Naturally, the Atlantic Coast Conference (ACC) wants in on these sorts of payouts as well, which is why the league's been working with long-time partner ESPN these past few years toward the launch of its own network this August. The ACC made $465 million (14 schools get a full share and Notre Dame gets a partial share as a non-football member) in 2017-18 without a dedicated channel to call its own. That number will go up plenty in the future, depending on how many successful carriage deals the ACC can secure.

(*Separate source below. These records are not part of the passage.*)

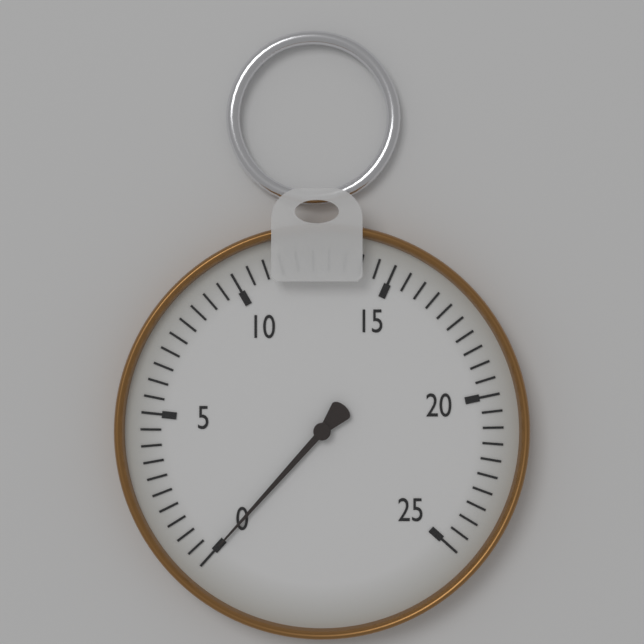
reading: 0.0 (no unit)
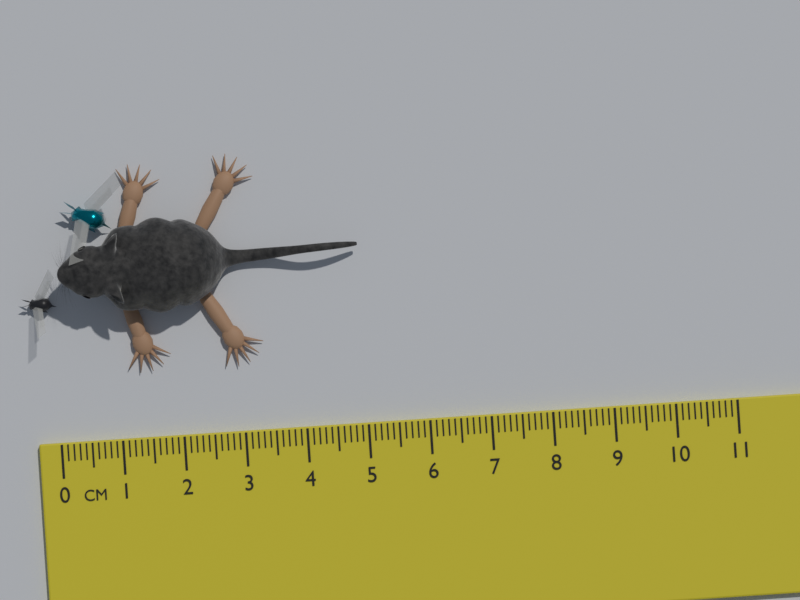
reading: 5.0 cm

In that regard, so far, so good. Especially as the ACC announced its latest deal with Charter/Spectrum, the country's third-largest MVPD with 16 million households -- many of which are in New York and North Carolina, two of the biggest areas for fans and alumni of the conference's schools. That's great on its own. It's even better when added to the already impressive haul the league's announced with about a week until launch:

  • DirecTV: 19 million

  • Verizon Fios: 4-5 million

  • Altice: 3-4 million

  • NCTC: 3-4 million

  • Hulu: 2 million

  • YouTubeTV: 1 million

  • Google Fiber: Less than 1 million

  • PlayStation Vue: Less than 1 million

  • T-Mobile TVision: Less than 1 million

DirecTV and Charter/Spectrum are two of the top three MVPDs and combine for 35 million households. No. 1 is Comcast (21 million) and they don't have Dish at No. 4 either just yet. But the more carriage the league early on, the more they can put marquee games on the network. And the more they put marquee games on the network, the more difficult it will be to avoid carriage... for fear of losing subscribers because you don't have the teams/games they most want to watch.

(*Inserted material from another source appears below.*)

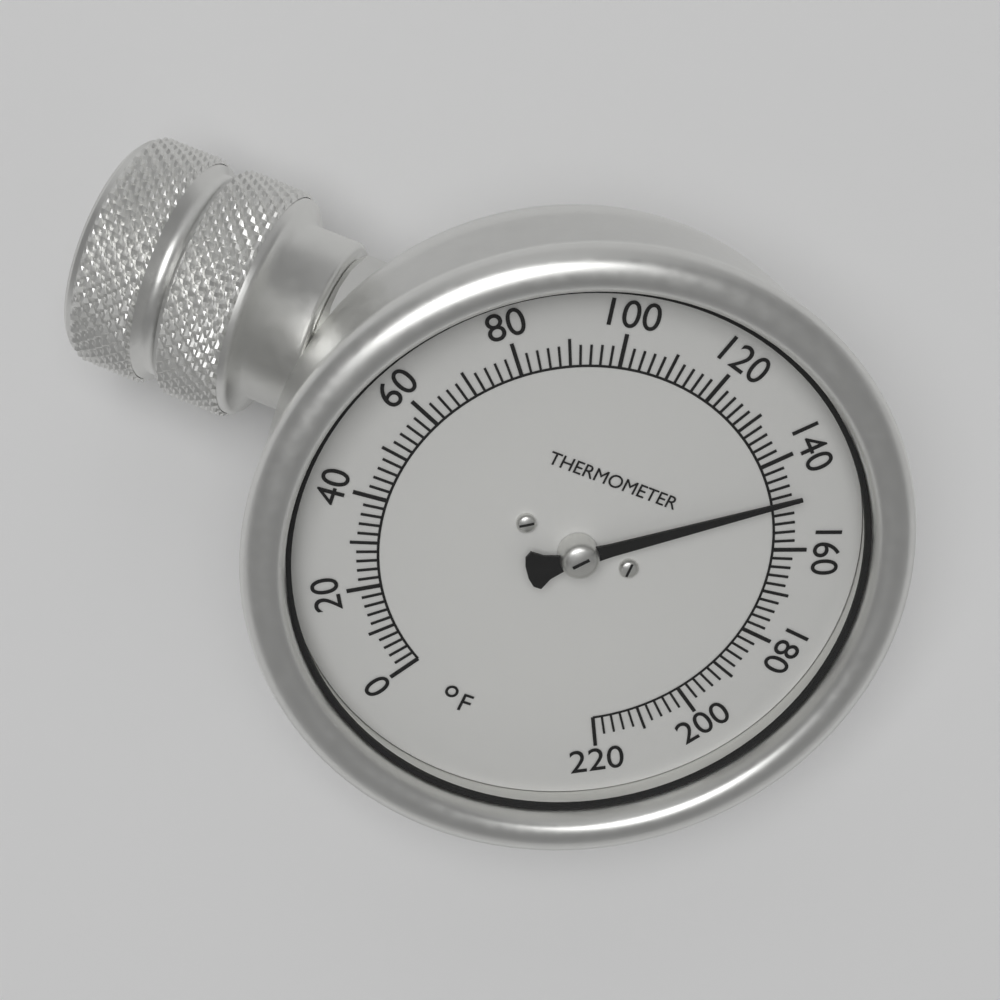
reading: 148 °F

ESPN's handled situations like this before with much success. When ESPN2 was first launched, big games like North Carolina vs. Duke basketball were sent there to push carriage. The SEC has scheduled big football games on its own (ESPN-operated) network for opening weekend each year to make sure fans have a reason to demand pick-up. With the ACC, they're doing the same with week one of this football season, including the season opener for defending national champion Clemson. And if the (typically) basketball-centric conference wasn't already sold, four different conference hoops contests will lead off the season -- with some of the ACC's biggest teams and fan bases like North Carolina, Louisville, Syracuse and Virginia.

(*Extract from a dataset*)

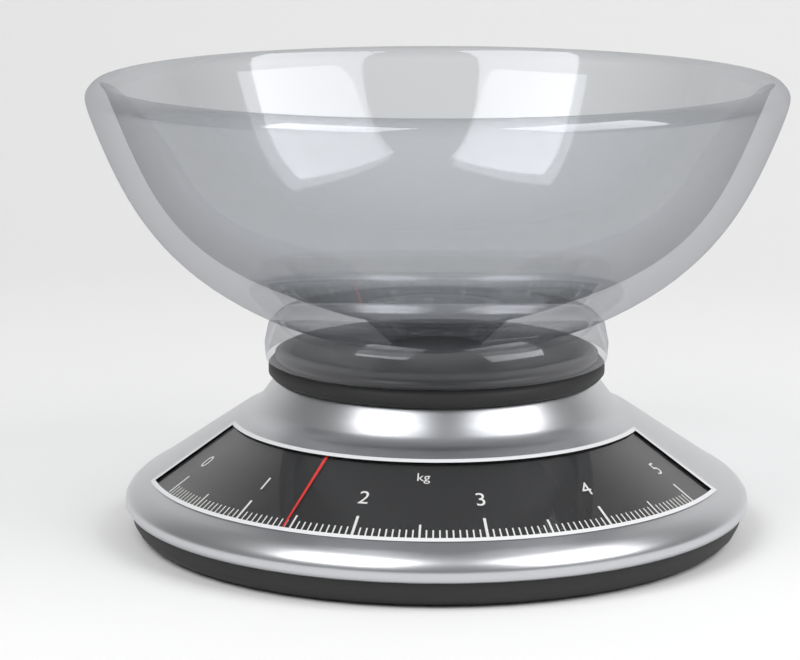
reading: 1.45 kg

The ACC's work isn't done here, obviously, with some big fish still out there. But with the carriers they already have signed on and an emphasis on national distribution (pushing the bigger streaming options helps as it presents easy alternatives for customers to switch if their carrier doesn't sign on), it seems like the conference is in a strong position to be on a ton of TVs this fall. Not bad considering the ACC was not too long ago just considered a fairly regional basketball league.